Security, Unity and Hope: A new Future Can Happen Now

Volume 5 – Issue 3 – June 2023 / Dhul Hijjah 1444

Editorial

The turbulence of the current time – from the cost of living crisis to the endless killing of and violence against Palestinians (most recently the shooting and murder of two-year-old Muhammed Tamimi) by Israeli forces – can leave one feeling hopeless.  The prospects for change seem distant, not for lack of innovation but lack of willpower by those with (some modicum) of power.

This issue touches on this – both the despondence but also the changes in fortune as people at the grassroots organise.  Such organisation are tackling economic structures that conspire to keep people off the property ladder in countries like the UK.  It is resisting the oppressions created not just by regimes like the Israeli one but their clients like the Palestinian Authority (PA).  It involves overcoming the divide-and-rule mentality internalised by generations of formerly colonised people.  It requires confidence in faith and belief that different ways of governance and rights can be imagined and implemented.

In our lead article, Faisal Bodi looks at the dearth of halal housing options in the UK and by extension other Western countries.  It provides an analysis of the ethical dilemmas posed by conventional mortgages as a route to home ownership (in particular for Muslims), a history of solutions and the impact of a housing market of spiralling prices and an economy squeezing not just lower but also middle-income earners.  Bodi’s research shows that not only are families and individuals priced out of the housing market – something that affects working-class Muslims and racialised communities disproportionately – they were also confronted with a paucity of appropriate rental stock.  Overcrowding in private or the ever-diminishing and scarce social housing stock as well as extortionate rental prices, have been driving a silent but deepening crisis in Muslims and many communities of colour.  The first wave of supposedly Islamic finance solutions, aimed at Muslims struggling with the ethics of conventional borrowing, did little to help and in some cases were more risky and burdensome for borrowers. 

Despite this state of affairs, new ways of managing the principles of borrowing money for the sake of home ownership, whilst navigating Islam’s strict prohibition on interest, have come into being.  These are the result of community-driven demands and initiatives that deal with the problems of long-term indebtedness and unequal distribution of risk – both key detriments of the previous models.  However, on their own, they cannot solve the problem. Whilst state structures have consistently worked against tackling the housing crisis per se and the particularities of the crisis facing Muslims and others, it is clear that where the community and committed individuals within it have a will, there is a way.  As Bodi argues, access to appropriate housing is part of a basic right to safety and security and part of the Islamic understanding of happiness.

The obstacles that prevent Palestinians from enjoying these and other basic rights are the subjects of Ramzy Baroud and Romana Rubeo’s piece.  In particular, they analyse the trajectory of the Palestinian Authority (PA), as its standing as anything other than an enforcer of Israeli apartheid diminishes amongst the people of the West Bank.  The proliferation of new resistance groups, including the Lion’s Den, is forcing the PA to change its public discourse to one of resistance and defiance.  This discourse flies in the face of the PA’s role in effectively enforcing the Israeli occupation, as well as being a corrupt and abusive body, much criticised for its own violations of Palestinian rights.  Baroud and Rubeo chart the rise of a Palestinian resistance that is uniting people across traditional factions – political, social and geographical – and leaving the PA’s position increasingly parlous.  It seems that the Palestinian polity is breaking free of both Israeli fetters, and the Palestinian institutions and NGOs that were created in the wake of the Oslo Accords of the 1990s whose role (for various reasons) has been to normalise and institutionalise the occupation.

Imam Achmad Cassiem’s piece is an extract from his book, The Quest for Unity.  In it, he uses Quranic ayaat and hadith to emphasise the obligation of unity between Muslims.  As the Hajj approaches, these words carry much weight.  As the essays in this issue show, where unity is fomented, change quickly follows.

Our final piece from Arzu Merali is a reflection on her journey as a writer and activist for women’s rights.  Merali observes that since she started in this field, the discourse on rights and Islam has stagnated in ways that serve the dominant and oppressive culture of misogyny.  She argues that Muslims in general, and Muslim women in particular need to challenge the way genuine issues of justice and equity have been subsumed in gender stereotypes. 

There can be no just resolution for the ills our world faces without understanding that institutions, languages and everyday norms are sometimes the very things that hold us back, even when they claim to be the solutions to our problems.  These are the urgent conversations and actions we need.  Let’s refocus.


Your objective. In the entries below, find the string "Anterior" and return each line holding it.

Records supplied.
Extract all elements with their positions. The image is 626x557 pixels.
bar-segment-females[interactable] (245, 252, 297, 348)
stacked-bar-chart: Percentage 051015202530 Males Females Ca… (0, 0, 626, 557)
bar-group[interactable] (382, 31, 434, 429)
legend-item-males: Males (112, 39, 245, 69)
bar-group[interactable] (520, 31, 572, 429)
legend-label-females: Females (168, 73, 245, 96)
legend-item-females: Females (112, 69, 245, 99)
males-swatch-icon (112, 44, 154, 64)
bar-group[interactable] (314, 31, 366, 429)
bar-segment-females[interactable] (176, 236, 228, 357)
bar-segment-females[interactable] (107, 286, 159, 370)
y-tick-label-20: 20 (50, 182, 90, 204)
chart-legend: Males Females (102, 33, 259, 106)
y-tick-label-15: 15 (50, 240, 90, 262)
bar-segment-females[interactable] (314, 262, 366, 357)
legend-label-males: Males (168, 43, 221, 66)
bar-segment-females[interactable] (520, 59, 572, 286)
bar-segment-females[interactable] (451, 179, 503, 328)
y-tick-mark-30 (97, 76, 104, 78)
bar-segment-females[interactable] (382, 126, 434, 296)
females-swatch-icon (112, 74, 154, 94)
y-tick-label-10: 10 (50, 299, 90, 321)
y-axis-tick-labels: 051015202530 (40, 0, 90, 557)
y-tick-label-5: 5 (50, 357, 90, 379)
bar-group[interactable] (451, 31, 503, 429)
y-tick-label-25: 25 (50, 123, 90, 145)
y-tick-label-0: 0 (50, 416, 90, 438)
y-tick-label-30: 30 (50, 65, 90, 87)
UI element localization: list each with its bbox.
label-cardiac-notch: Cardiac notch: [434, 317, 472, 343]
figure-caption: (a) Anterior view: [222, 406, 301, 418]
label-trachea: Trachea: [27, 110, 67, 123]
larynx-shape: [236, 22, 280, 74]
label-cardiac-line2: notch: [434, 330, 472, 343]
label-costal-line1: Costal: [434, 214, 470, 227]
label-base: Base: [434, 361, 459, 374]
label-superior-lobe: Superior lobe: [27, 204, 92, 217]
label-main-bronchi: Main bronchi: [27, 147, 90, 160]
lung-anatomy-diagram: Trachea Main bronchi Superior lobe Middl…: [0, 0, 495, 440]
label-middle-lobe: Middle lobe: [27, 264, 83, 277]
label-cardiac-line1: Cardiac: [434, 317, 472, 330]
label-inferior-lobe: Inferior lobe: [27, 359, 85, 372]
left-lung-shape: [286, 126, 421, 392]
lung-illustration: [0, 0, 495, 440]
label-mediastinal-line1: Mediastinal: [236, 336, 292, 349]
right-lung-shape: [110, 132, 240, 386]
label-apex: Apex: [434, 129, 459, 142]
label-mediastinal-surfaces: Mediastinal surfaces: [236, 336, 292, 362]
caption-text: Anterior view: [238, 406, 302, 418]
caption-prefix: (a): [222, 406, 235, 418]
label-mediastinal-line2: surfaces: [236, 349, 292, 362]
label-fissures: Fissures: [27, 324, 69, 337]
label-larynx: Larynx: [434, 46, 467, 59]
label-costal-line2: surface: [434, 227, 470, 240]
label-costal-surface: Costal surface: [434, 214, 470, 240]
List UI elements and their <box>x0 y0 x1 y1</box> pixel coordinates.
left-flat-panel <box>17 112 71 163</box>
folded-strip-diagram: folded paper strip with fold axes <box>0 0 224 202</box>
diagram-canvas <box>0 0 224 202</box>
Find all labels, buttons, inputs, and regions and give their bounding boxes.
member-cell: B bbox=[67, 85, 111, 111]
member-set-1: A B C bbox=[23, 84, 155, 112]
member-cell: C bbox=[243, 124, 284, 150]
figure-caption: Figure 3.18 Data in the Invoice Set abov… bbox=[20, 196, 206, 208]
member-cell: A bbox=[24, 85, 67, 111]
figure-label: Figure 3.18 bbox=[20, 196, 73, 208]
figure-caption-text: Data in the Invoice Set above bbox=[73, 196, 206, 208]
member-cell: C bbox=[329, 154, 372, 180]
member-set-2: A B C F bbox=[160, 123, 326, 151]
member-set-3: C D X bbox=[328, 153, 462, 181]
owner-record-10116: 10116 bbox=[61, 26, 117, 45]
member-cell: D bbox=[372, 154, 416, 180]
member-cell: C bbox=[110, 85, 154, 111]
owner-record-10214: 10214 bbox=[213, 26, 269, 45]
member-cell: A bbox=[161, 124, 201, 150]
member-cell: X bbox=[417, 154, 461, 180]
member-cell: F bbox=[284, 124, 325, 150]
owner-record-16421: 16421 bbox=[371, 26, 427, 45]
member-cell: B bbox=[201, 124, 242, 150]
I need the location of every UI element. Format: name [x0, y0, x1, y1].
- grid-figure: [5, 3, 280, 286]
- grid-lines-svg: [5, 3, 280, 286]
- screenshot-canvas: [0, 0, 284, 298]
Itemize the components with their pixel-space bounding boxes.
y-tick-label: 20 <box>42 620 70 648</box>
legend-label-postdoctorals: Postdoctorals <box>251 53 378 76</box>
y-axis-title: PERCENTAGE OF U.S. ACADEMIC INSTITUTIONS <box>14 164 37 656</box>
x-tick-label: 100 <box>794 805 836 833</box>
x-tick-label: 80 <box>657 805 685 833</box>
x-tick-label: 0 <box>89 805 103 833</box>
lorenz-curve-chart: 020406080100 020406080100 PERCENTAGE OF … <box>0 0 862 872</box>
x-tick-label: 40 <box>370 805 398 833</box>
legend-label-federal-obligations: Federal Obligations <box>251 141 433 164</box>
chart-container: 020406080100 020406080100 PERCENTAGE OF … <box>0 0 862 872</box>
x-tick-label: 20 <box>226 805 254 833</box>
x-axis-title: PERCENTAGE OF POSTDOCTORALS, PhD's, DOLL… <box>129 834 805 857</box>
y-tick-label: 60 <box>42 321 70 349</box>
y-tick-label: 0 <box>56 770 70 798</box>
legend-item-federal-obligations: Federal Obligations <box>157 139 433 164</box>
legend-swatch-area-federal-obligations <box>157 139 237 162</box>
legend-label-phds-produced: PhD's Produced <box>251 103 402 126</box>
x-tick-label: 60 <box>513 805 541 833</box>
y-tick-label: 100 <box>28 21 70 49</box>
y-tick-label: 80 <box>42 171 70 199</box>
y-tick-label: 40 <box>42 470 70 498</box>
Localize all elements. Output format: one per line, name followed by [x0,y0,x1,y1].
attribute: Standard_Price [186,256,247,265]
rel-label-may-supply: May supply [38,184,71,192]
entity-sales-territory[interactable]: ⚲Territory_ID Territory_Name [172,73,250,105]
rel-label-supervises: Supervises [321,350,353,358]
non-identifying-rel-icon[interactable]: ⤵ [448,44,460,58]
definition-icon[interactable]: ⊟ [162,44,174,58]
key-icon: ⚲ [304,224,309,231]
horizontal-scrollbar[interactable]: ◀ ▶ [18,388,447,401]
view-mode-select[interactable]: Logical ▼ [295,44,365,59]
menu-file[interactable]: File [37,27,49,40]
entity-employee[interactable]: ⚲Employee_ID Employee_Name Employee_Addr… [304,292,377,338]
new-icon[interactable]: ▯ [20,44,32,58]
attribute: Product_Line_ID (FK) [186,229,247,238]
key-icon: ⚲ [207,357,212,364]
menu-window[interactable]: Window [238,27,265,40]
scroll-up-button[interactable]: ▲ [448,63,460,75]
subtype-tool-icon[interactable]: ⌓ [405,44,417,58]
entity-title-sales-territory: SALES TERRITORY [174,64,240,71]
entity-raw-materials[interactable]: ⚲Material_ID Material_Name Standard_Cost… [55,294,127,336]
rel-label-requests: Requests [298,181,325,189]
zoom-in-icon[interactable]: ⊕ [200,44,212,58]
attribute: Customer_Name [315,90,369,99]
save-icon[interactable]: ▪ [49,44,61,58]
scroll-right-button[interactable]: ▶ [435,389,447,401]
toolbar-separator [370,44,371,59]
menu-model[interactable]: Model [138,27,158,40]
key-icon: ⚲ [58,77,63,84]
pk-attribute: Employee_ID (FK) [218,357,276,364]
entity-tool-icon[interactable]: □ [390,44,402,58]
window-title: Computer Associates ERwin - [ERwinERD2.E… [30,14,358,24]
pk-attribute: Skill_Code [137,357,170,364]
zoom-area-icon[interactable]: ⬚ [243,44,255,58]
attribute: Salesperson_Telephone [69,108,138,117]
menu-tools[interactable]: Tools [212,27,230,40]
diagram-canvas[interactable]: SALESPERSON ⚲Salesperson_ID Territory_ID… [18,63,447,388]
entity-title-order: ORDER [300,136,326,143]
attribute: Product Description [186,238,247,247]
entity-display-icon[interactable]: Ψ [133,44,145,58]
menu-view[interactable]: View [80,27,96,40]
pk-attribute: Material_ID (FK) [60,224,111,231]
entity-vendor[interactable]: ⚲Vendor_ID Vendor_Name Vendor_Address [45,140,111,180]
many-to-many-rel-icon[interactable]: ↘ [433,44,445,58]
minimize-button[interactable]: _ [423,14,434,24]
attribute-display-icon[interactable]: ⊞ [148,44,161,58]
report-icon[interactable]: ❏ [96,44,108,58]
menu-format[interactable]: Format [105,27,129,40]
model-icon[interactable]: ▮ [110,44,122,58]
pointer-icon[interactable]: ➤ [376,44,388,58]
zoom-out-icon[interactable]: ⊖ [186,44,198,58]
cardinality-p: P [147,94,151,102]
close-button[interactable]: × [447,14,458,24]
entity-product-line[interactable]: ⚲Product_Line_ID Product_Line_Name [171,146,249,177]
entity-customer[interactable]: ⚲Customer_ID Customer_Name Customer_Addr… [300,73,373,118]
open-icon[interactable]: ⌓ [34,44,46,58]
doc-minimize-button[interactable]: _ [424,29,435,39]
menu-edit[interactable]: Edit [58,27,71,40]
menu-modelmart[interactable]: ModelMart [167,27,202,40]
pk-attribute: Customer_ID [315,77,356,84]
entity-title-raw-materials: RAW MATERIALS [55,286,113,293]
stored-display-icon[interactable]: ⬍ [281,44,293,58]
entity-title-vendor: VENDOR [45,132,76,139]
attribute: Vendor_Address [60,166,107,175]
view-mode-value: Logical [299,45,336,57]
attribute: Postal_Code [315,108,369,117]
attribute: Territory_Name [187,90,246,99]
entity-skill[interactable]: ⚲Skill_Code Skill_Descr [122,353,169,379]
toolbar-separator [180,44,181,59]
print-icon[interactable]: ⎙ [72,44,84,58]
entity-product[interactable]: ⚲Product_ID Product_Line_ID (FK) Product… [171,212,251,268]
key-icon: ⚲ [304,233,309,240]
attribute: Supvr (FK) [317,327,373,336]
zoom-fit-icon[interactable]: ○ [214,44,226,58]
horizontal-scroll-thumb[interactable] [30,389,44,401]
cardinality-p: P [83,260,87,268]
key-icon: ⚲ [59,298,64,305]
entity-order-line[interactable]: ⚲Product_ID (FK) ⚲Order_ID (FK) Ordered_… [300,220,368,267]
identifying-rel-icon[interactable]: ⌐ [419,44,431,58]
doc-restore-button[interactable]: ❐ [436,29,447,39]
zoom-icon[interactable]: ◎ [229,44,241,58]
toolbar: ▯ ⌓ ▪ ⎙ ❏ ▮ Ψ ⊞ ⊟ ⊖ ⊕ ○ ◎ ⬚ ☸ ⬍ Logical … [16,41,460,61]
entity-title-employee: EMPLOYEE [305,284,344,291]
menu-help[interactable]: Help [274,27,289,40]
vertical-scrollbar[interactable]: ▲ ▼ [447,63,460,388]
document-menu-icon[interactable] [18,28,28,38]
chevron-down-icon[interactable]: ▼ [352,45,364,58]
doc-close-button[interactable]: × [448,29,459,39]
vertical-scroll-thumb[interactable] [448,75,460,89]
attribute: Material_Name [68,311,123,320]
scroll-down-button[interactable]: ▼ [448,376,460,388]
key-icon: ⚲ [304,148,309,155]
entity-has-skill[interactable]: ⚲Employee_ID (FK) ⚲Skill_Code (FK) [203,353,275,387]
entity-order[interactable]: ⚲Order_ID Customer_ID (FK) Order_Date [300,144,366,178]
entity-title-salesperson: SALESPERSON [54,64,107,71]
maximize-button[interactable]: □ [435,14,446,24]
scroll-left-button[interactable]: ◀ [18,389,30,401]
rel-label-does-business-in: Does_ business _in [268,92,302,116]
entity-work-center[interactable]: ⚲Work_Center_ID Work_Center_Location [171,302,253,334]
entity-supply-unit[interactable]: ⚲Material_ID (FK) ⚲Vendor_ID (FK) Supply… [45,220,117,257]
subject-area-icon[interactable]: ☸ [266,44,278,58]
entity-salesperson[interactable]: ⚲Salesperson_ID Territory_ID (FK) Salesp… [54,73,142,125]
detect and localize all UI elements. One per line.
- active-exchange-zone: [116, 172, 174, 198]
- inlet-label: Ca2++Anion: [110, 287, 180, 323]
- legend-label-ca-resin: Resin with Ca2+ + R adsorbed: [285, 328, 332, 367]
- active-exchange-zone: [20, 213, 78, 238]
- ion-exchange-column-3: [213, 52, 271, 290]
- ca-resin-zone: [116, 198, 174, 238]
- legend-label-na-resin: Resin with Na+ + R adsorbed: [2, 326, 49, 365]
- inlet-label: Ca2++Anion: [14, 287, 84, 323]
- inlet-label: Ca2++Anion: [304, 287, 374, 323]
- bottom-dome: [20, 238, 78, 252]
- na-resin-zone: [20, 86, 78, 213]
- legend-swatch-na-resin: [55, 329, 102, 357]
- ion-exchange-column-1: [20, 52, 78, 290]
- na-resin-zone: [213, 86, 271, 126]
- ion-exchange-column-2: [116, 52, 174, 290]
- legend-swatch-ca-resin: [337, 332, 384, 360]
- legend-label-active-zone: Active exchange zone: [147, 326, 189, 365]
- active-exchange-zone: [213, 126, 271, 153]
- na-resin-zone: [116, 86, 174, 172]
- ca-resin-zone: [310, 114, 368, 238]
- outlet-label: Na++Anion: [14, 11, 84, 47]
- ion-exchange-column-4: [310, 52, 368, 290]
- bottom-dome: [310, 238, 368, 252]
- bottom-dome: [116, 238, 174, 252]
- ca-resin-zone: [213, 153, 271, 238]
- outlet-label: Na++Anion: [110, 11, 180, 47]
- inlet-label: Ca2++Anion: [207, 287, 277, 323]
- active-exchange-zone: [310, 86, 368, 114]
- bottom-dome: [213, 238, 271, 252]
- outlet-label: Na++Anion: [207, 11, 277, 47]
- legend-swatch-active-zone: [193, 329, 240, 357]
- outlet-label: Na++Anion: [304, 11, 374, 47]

Task solution.
figure-caption: (a) Anterior view: [222, 406, 301, 418]
caption-text: Anterior view: [238, 406, 302, 418]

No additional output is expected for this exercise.